The dispute entered a more troubling phase in April 2025, when, following a terrorist incident in Pahalgam, India announced that it was placing the Indus Waters Treaty “in abeyance.” This declaration finds no support in the Treaty or in international law.

The Treaty contains no suspension or termination clause. Article XII permits modification only by mutual agreement, underscoring its permanent character.

Under Article 26 of the Vienna Convention on the Law of treaties, which reflects customary international law, every Treaty in force is binding upon the parties and must be performed in good faith.

Articles 60 and 62 permit suspension only in narrowly defined circumstances, none of which apply here. Security incidents, however serious, do not entitle a state to suspend obligations governing essential shared resources vital to civilian survival.
 
International jurisprudence has consistently rejected unilateral abandonment of treaties involving long-term resource management. In the Gabčíkovo–Nagymaros Project case, the International Court of Justice held that political necessity or alleged fundamental change of circumstances cannot justify unilateral withdrawal from Treaty obligations.

Against this settled legal background, India’s claim that the Indus Waters Treaty has been suspended is legally void and incapable of extinguishing either substantive obligations or procedural mechanisms.

Pakistan responded not through countermeasures or reciprocal suspension, but by invoking the Treaty’s dispute-resolution framework under Article IX.

This framework establishes a graduated mechanism culminating in arbitration under Annexure G where disputes of legal interpretation arise.

In accordance with these provisions, a Court of Arbitration was duly constituted under the auspices of the Permanent Court of Arbitration (PCA) at The Hague.

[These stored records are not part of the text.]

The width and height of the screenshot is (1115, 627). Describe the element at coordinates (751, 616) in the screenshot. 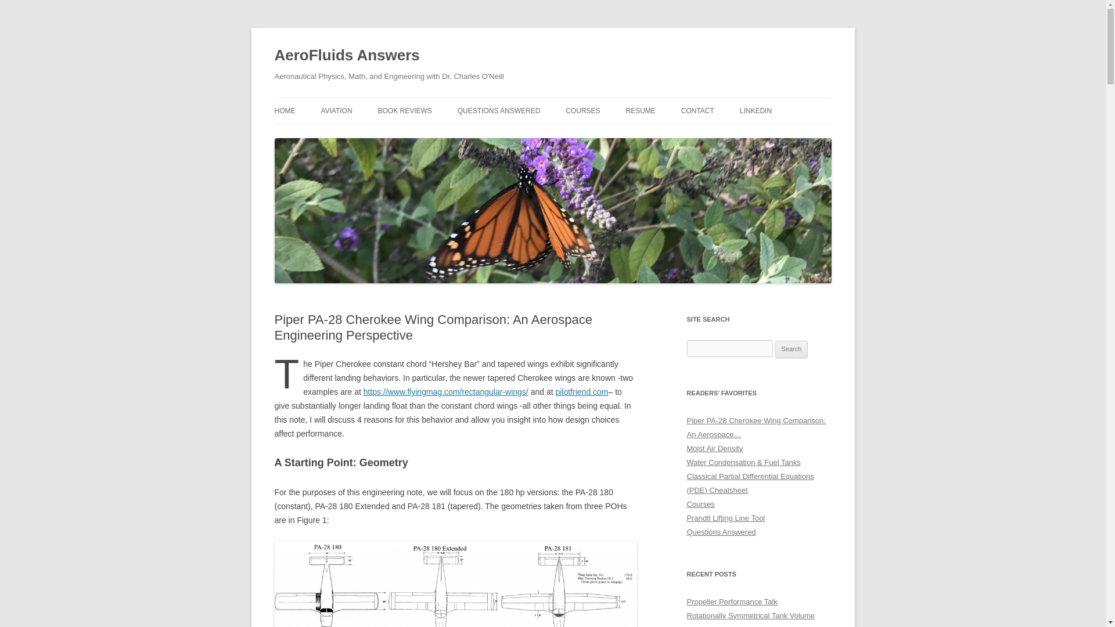

I see `Rotationally Symmetrical Tank Volume` at that location.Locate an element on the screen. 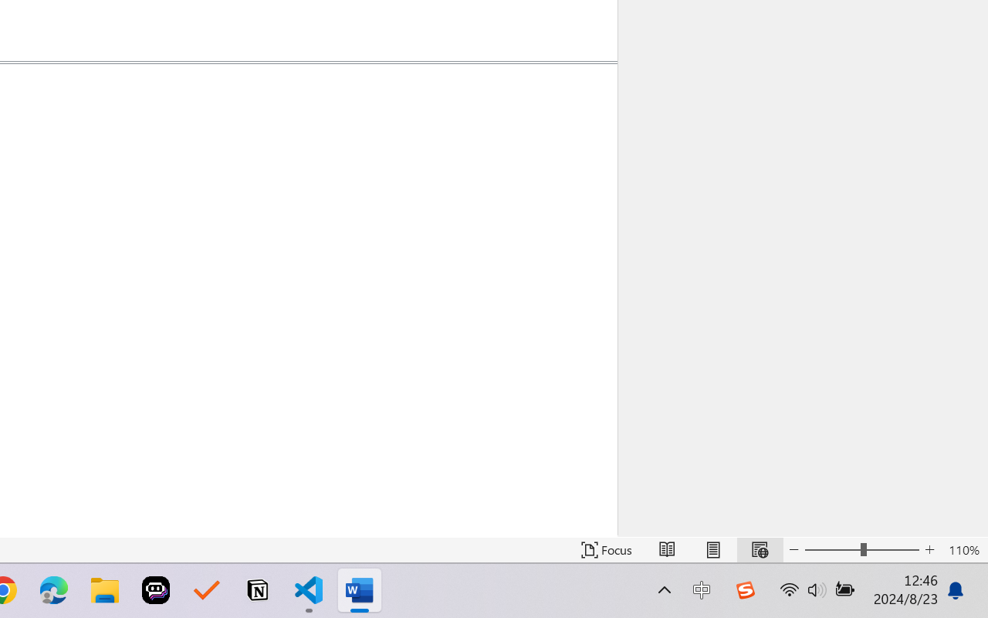  Zoom 110% is located at coordinates (964, 550).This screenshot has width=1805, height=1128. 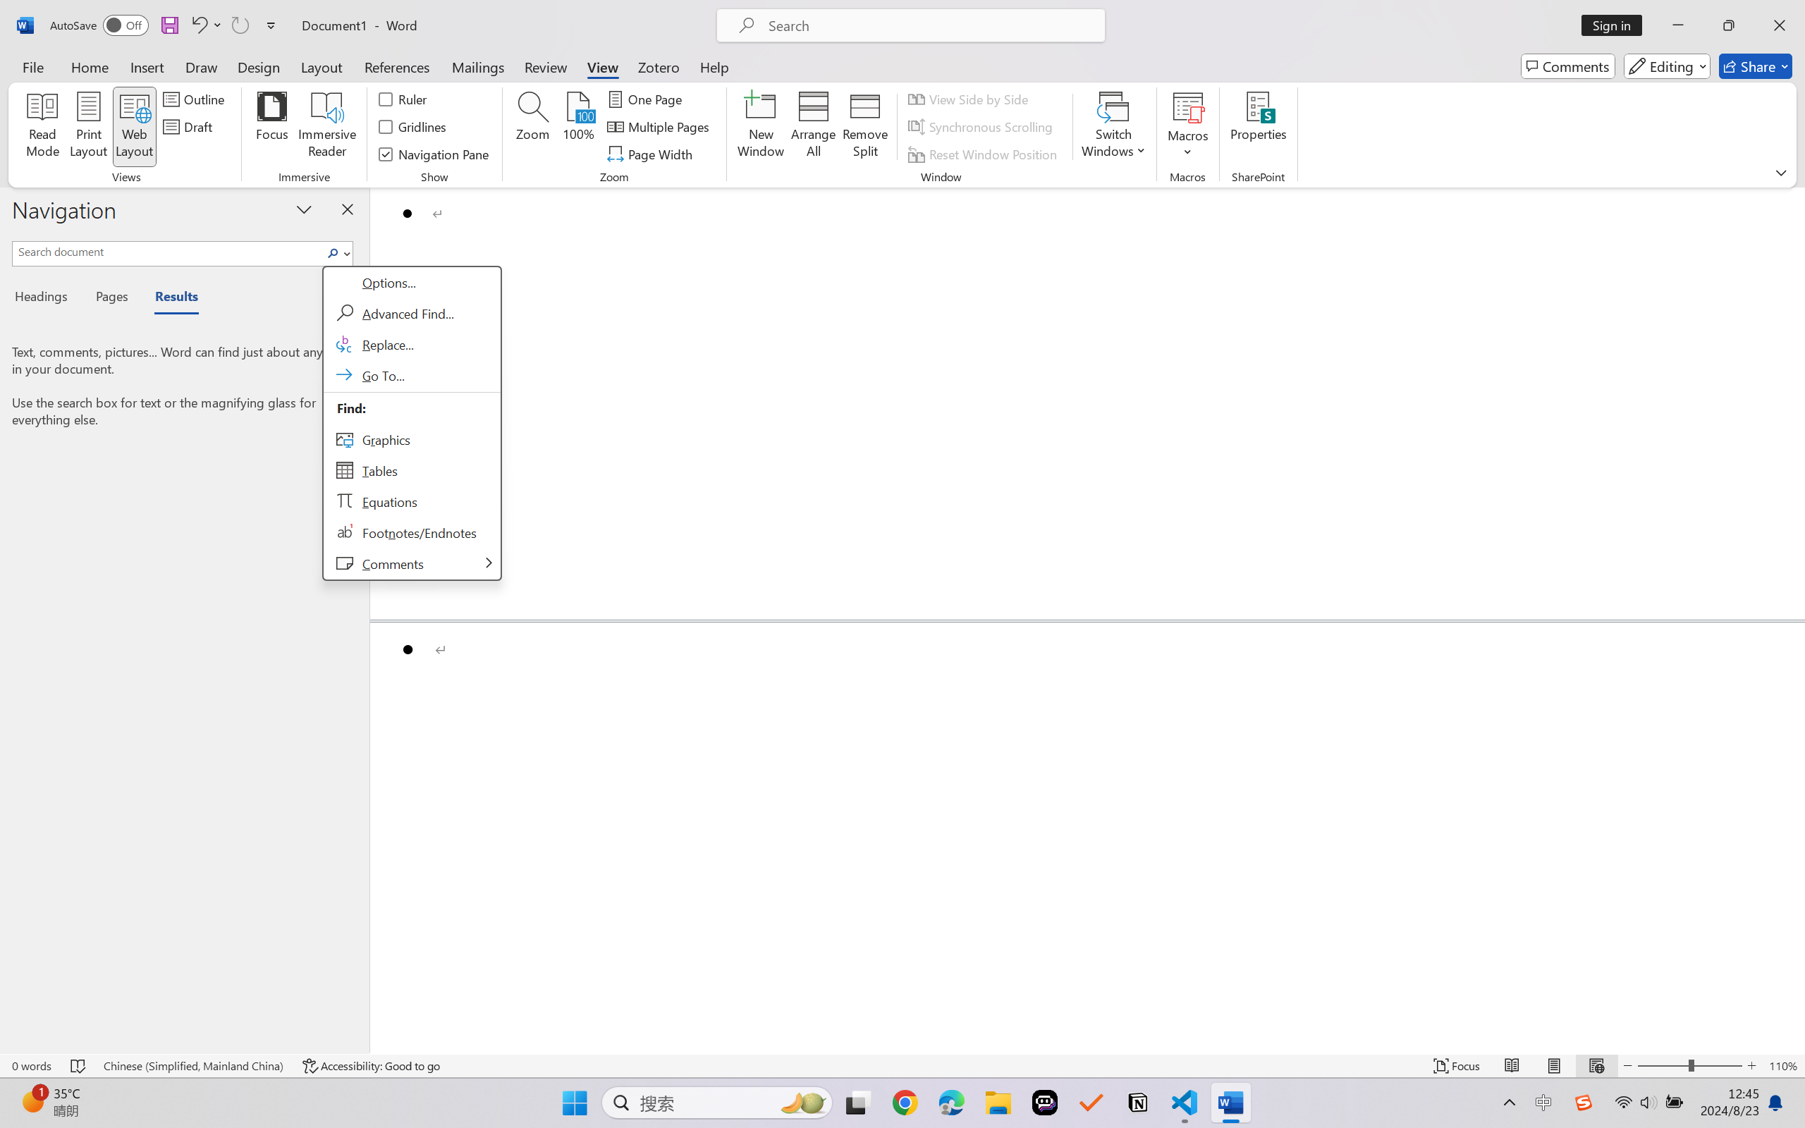 What do you see at coordinates (404, 98) in the screenshot?
I see `Ruler` at bounding box center [404, 98].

India’s refusal to participate or recognise the tribunal does not deprive it of jurisdiction. Annexure G is explicit: once arbitration is validly triggered, jurisdiction vests in the tribunal and cannot be defeated by unilateral non-appearance.

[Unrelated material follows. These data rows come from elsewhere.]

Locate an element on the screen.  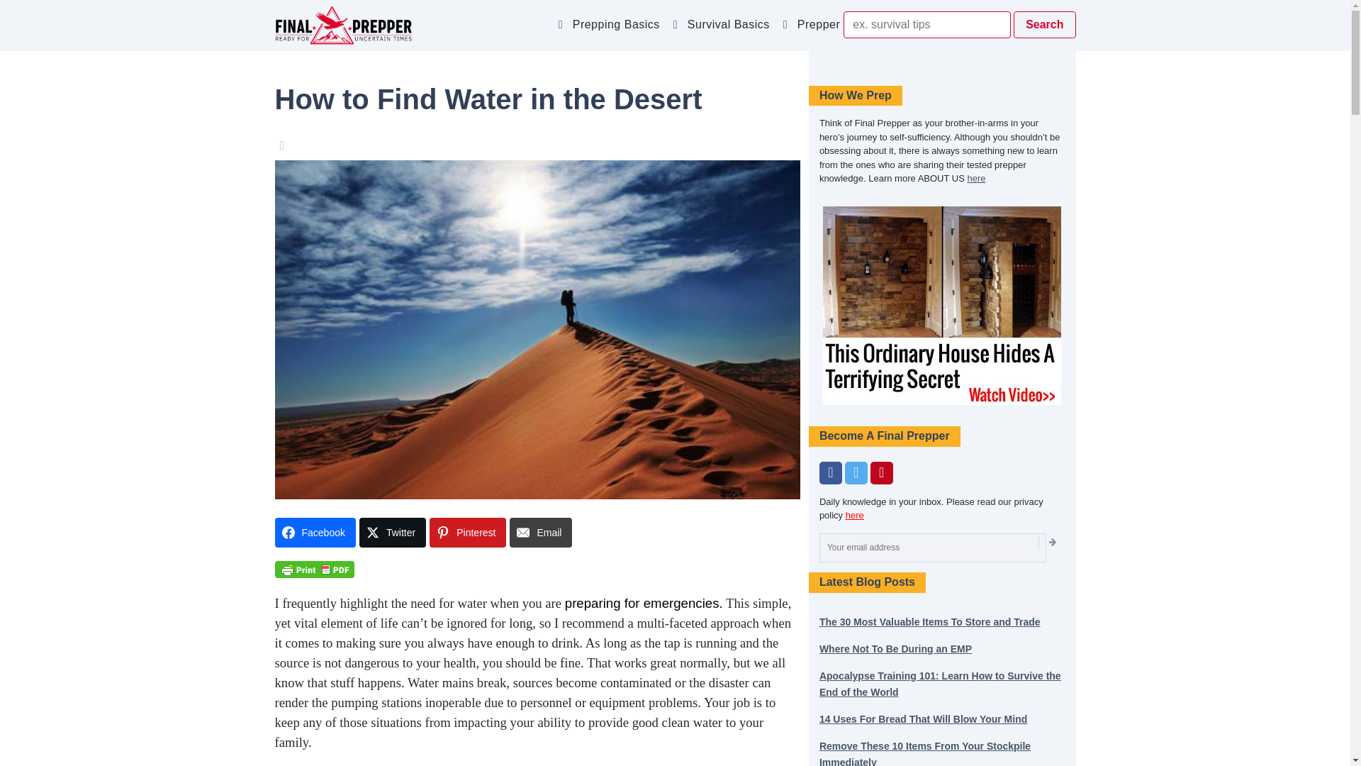
Prepper Resources is located at coordinates (852, 28).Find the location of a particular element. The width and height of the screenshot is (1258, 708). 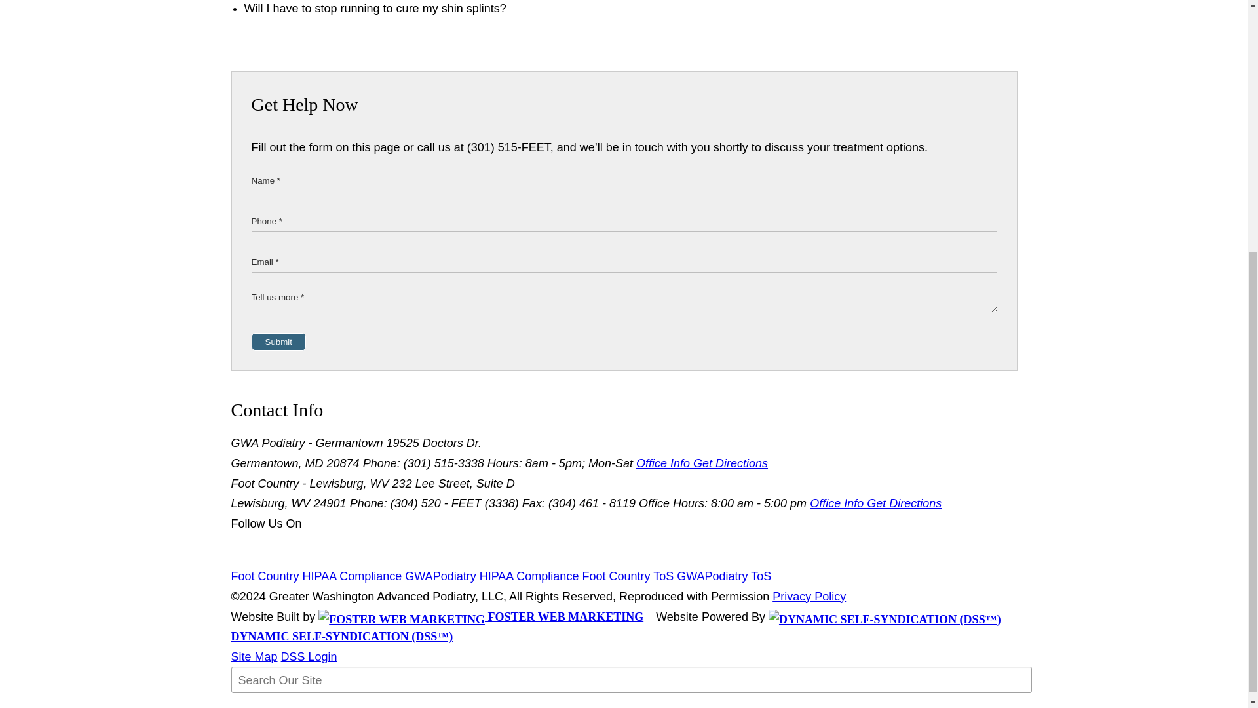

Office Info is located at coordinates (664, 463).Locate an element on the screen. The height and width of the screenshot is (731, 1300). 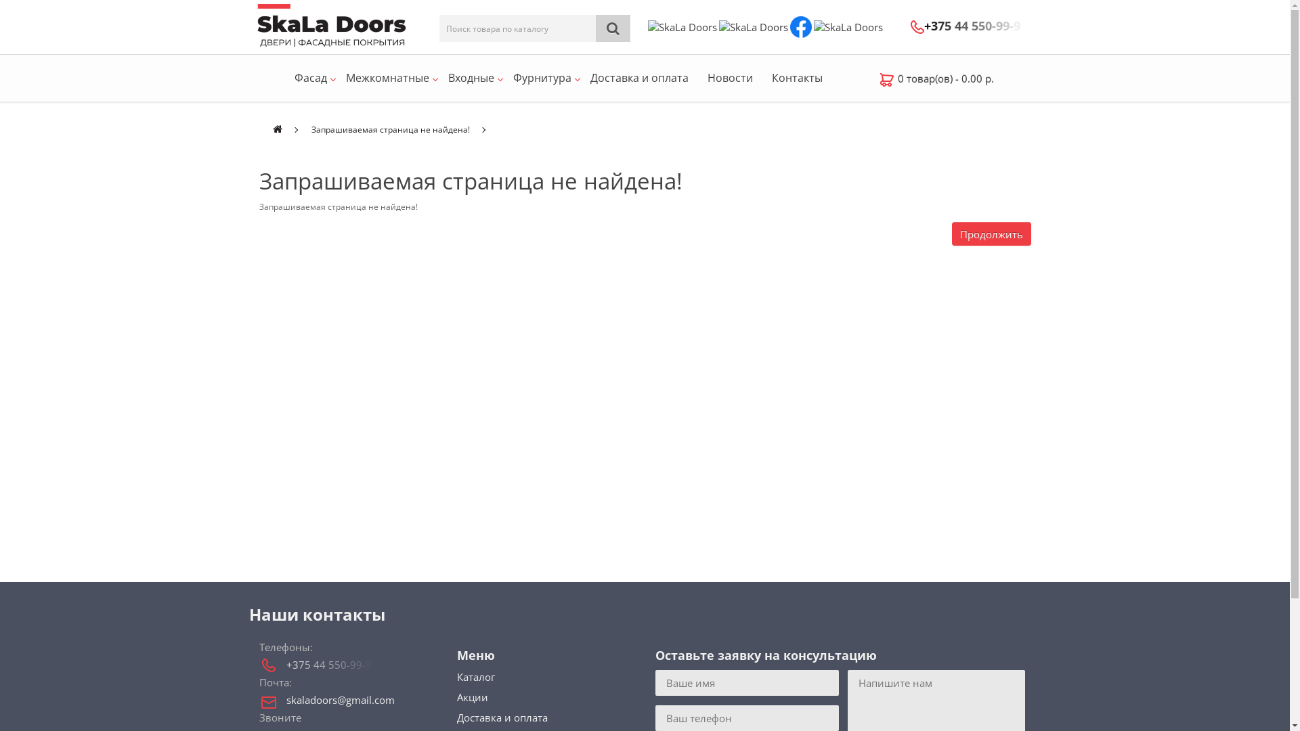
+375 44 550-99-9 is located at coordinates (362, 665).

Over the past year, the Court of Arbitration has repeatedly and rightly affirmed its jurisdiction, categorically rejecting India’s objections.

In its Award on Competence, the tribunal unanimously held that it was properly constituted and fully competent to adjudicate Pakistan’s claims.

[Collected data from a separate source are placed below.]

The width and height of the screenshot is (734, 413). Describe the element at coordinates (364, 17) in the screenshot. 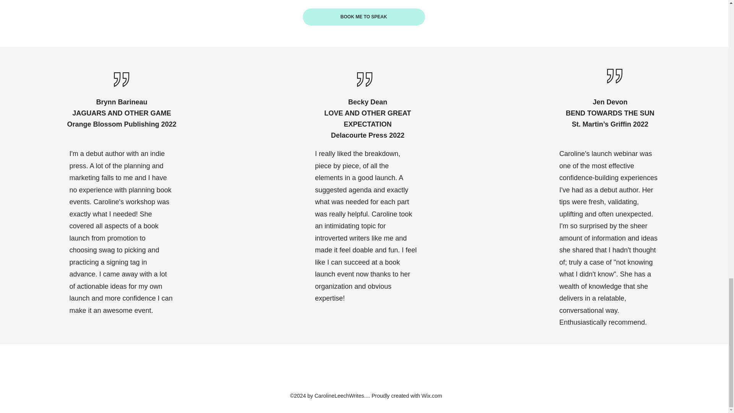

I see `BOOK ME TO SPEAK` at that location.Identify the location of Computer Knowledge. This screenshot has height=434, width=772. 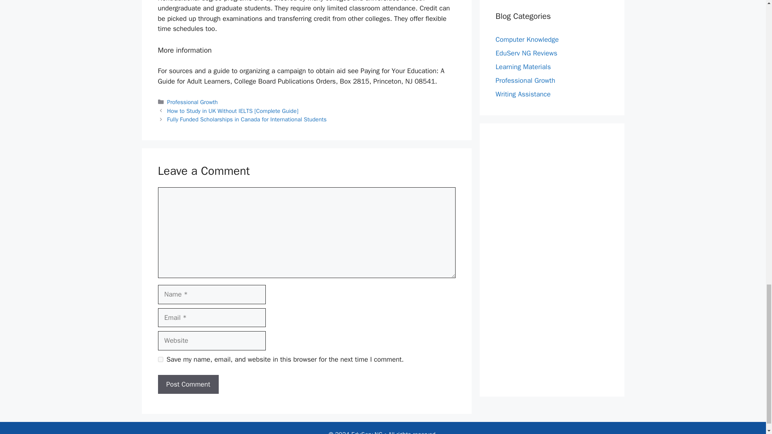
(527, 39).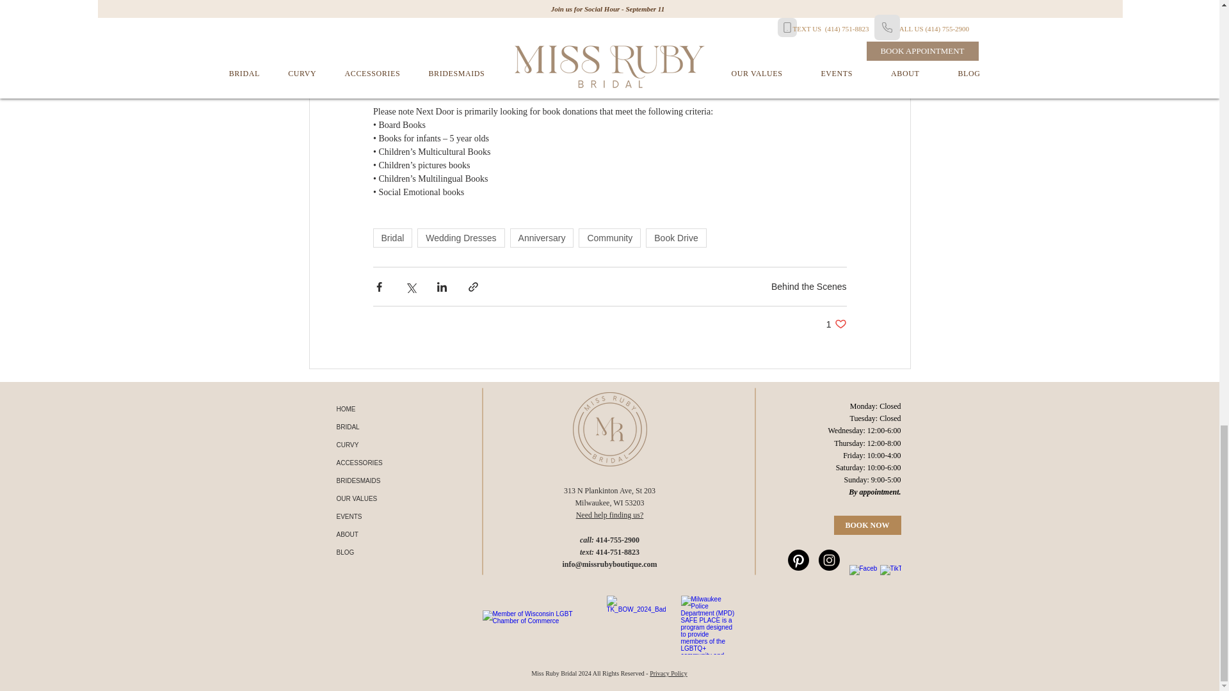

In a subsequent Supplemental Award in 2025, the tribunal expressly dismissed India’s plea that the Treaty had been placed in abeyance, holding that unilateral declarations have no legal effect, that the Indus Waters Treaty remains fully in force, and that the Court retains jurisdiction notwithstanding India’s continued non-participation.
 
Compliance, the tribunal emphasised, is determined by substantive effect on downstream flows, not by labels or formal designations.

The most consequential development occurred at the end of January 2026 during the merits phase. The Court of Arbitration issued a detailed 13-page procedural order directing India to submit comprehensive technical and operational data relating to the Kishanganga and Ratle/Baglihar hydropower projects.

Acting under its authority derived from Annexure G, the tribunal required disclosure of daily inflows, outflows, storage levels, and operational logs—data essential to assess compliance with Annexure D and Article III. Pakistan was directed to specify precise data categories, ensuring procedural fairness and evidentiary integrity.

February 9, 2026 marks the deadline fixed by the Court for India’s compliance. The order is legally binding. The tribunal has made clear that proceedings will continue irrespective of India’s participation and that failure to produce the required data may result in adverse inferences.

Under established international practice, including that of the International Court of Justice, adverse inference permits a tribunal to presume that withheld evidence would have been unfavourable to the non-complying party.